- Information shown -
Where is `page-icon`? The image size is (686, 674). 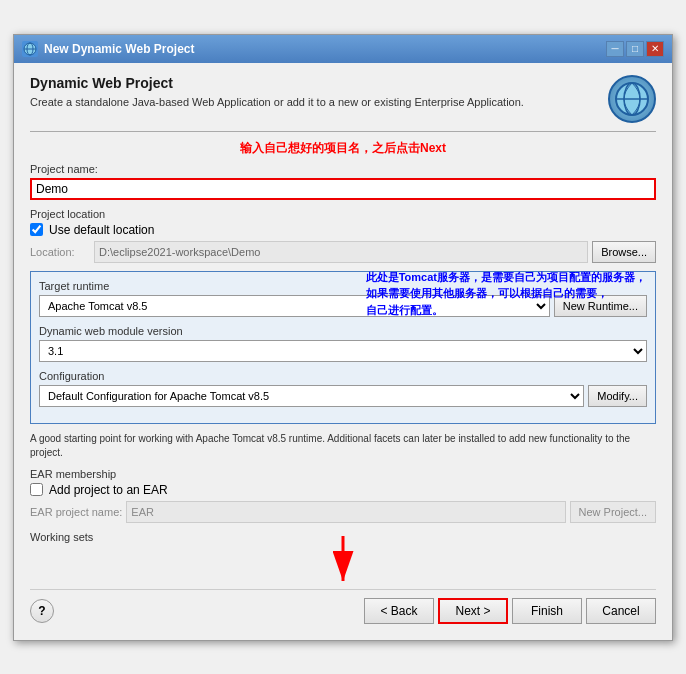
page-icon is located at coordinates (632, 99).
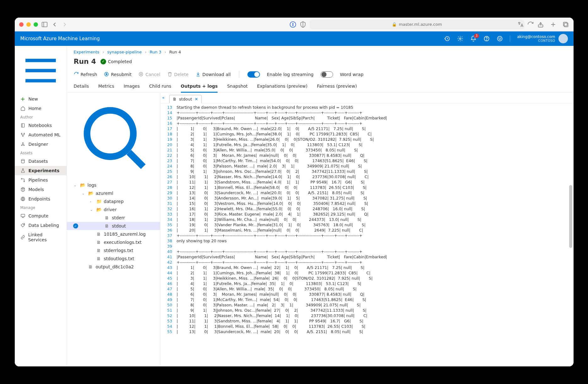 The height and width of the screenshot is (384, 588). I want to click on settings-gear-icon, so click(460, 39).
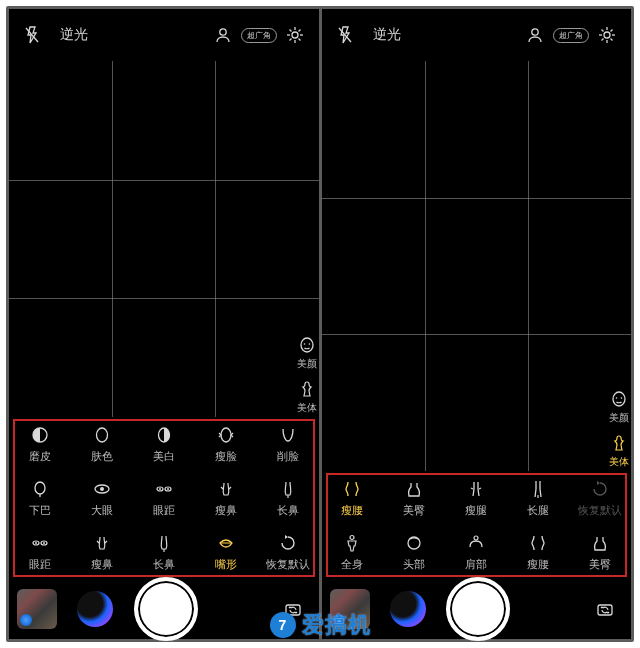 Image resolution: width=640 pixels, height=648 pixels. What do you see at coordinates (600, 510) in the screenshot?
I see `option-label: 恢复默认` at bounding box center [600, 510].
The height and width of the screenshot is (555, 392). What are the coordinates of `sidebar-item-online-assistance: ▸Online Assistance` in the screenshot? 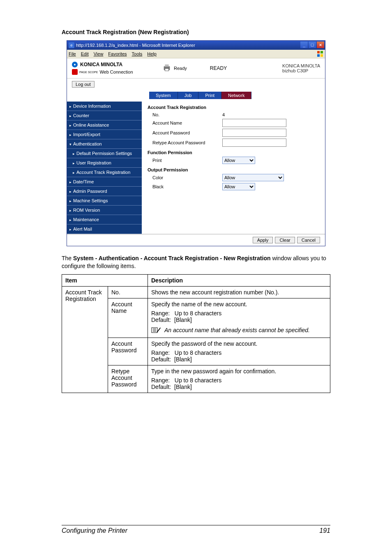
==
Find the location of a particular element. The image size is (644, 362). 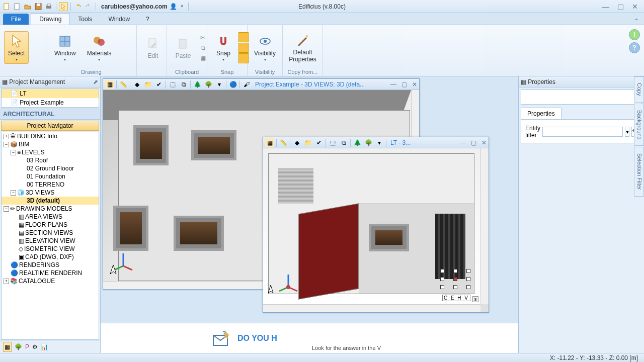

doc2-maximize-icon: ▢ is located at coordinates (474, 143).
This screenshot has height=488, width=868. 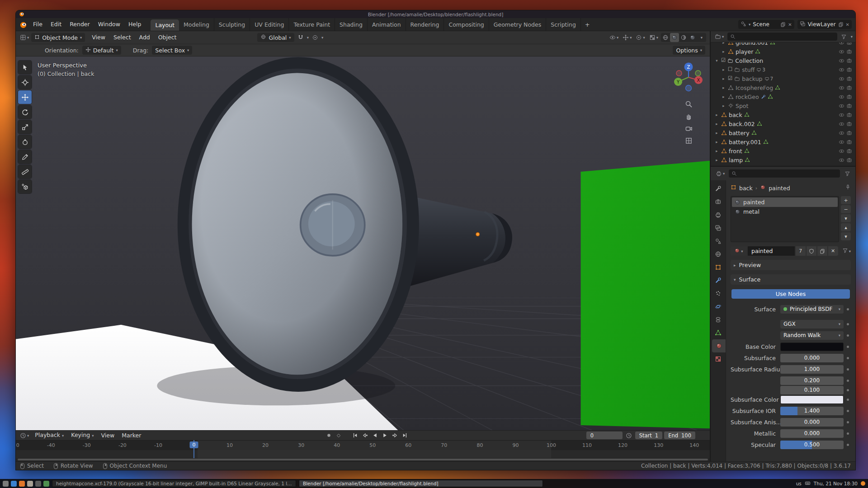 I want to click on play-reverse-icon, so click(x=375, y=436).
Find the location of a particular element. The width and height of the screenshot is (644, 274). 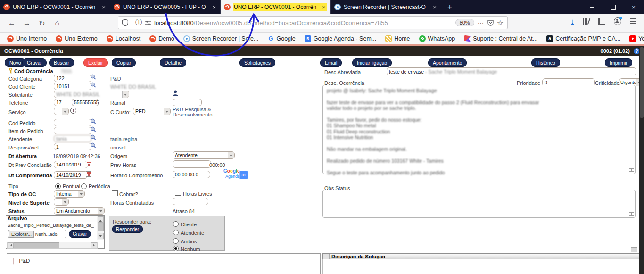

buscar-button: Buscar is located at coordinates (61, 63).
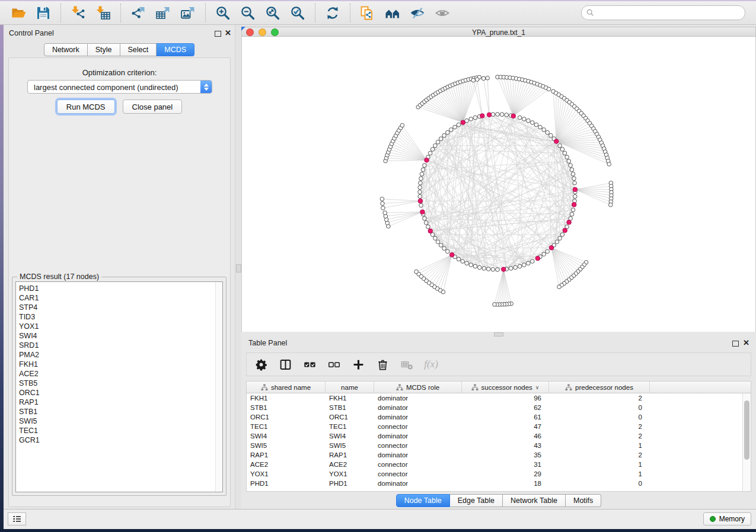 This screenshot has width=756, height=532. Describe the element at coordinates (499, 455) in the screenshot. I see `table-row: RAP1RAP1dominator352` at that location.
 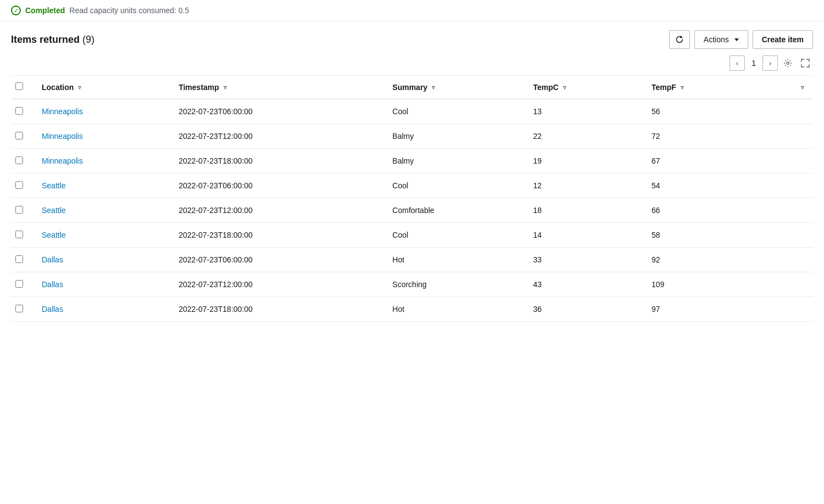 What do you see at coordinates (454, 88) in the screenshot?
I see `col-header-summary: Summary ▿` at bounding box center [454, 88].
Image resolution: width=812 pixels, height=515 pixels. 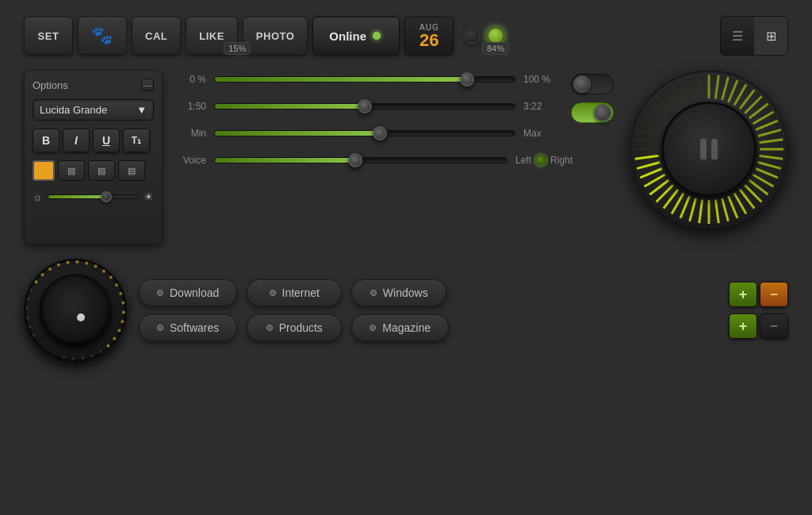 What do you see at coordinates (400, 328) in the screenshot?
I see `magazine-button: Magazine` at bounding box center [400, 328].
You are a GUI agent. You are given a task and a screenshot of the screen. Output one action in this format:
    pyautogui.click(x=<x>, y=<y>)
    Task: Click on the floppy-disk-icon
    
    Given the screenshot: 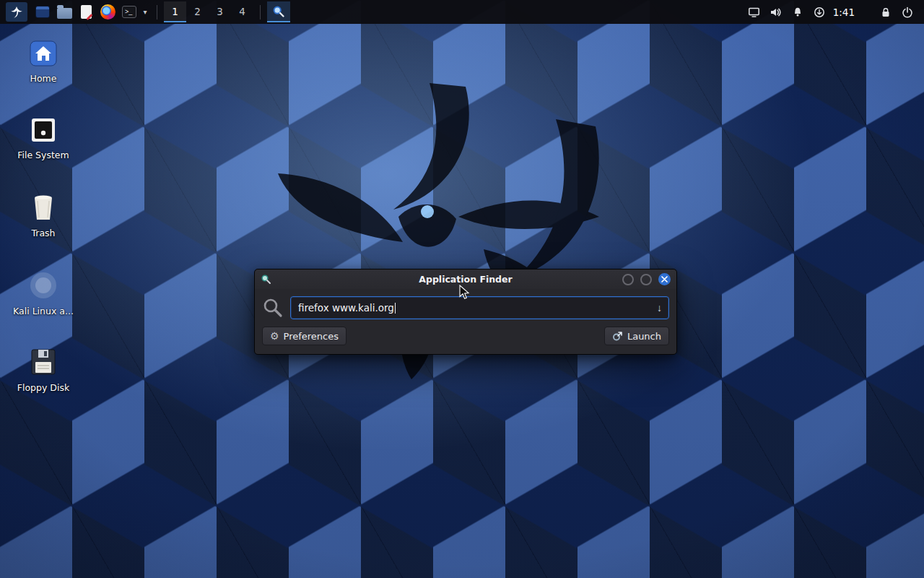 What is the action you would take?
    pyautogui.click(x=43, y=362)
---
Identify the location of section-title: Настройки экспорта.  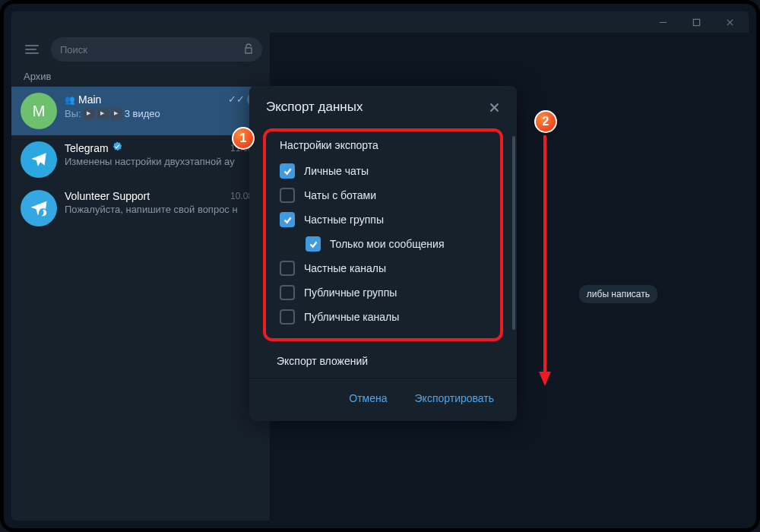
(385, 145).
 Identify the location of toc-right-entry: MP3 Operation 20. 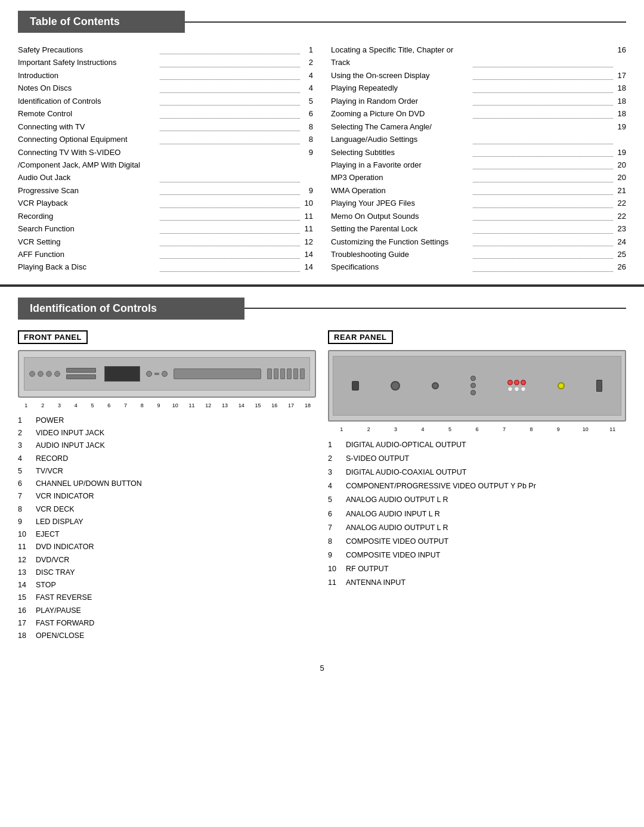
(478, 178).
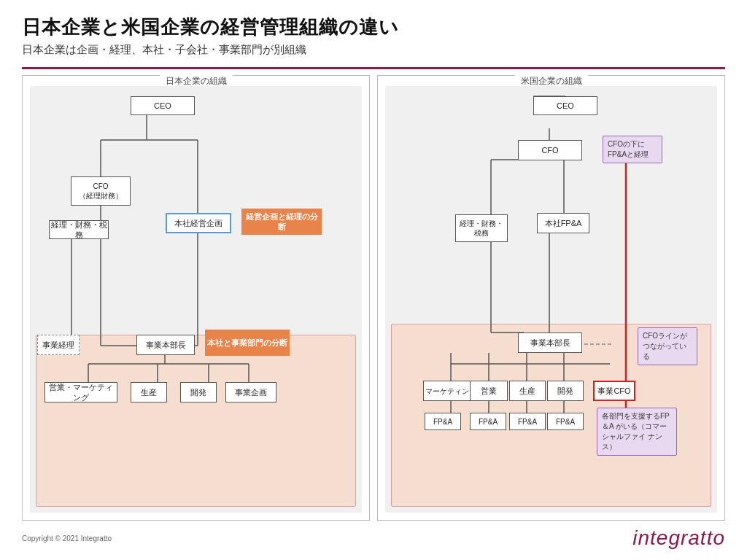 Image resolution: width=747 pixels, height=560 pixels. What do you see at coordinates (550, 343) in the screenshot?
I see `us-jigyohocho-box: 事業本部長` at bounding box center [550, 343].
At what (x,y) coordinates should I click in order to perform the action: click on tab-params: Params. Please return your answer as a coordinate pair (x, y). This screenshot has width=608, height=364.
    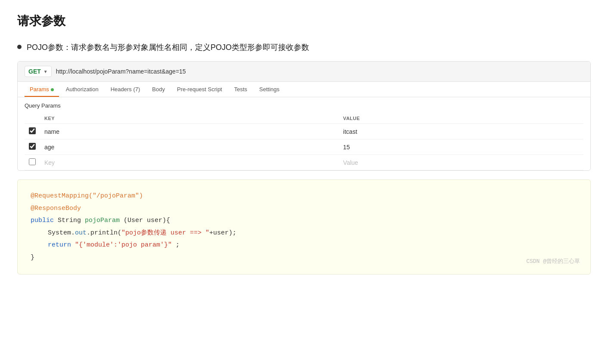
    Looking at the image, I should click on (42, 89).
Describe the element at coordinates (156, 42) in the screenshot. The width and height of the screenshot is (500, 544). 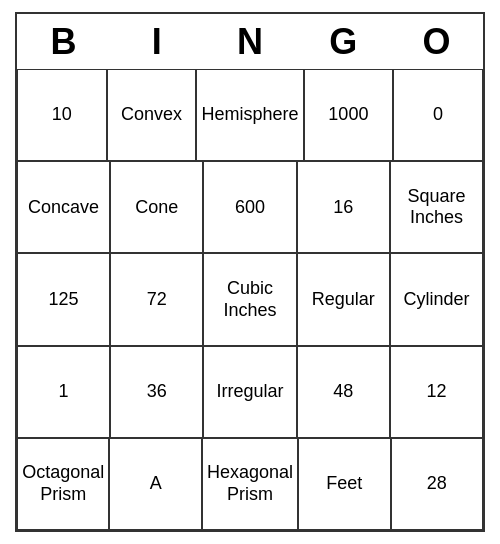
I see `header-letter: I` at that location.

- Exercise objective -
Set down again, word for word, every line from the one with "is (686, 674)." to the one with "The height and width of the screenshot is (555, 392)." in the entries above, and omit the pictures.

- Reply to the task -
Where is `page-icon`? The image size is (686, 674). 
page-icon is located at coordinates (632, 99).
 The height and width of the screenshot is (384, 588). I want to click on settings-gear-icon, so click(460, 39).
 Image resolution: width=640 pixels, height=648 pixels. What do you see at coordinates (600, 510) in the screenshot?
I see `option-label: 恢复默认` at bounding box center [600, 510].
The height and width of the screenshot is (555, 392). What are the coordinates of `sidebar-item-online-assistance: ▸Online Assistance` in the screenshot? 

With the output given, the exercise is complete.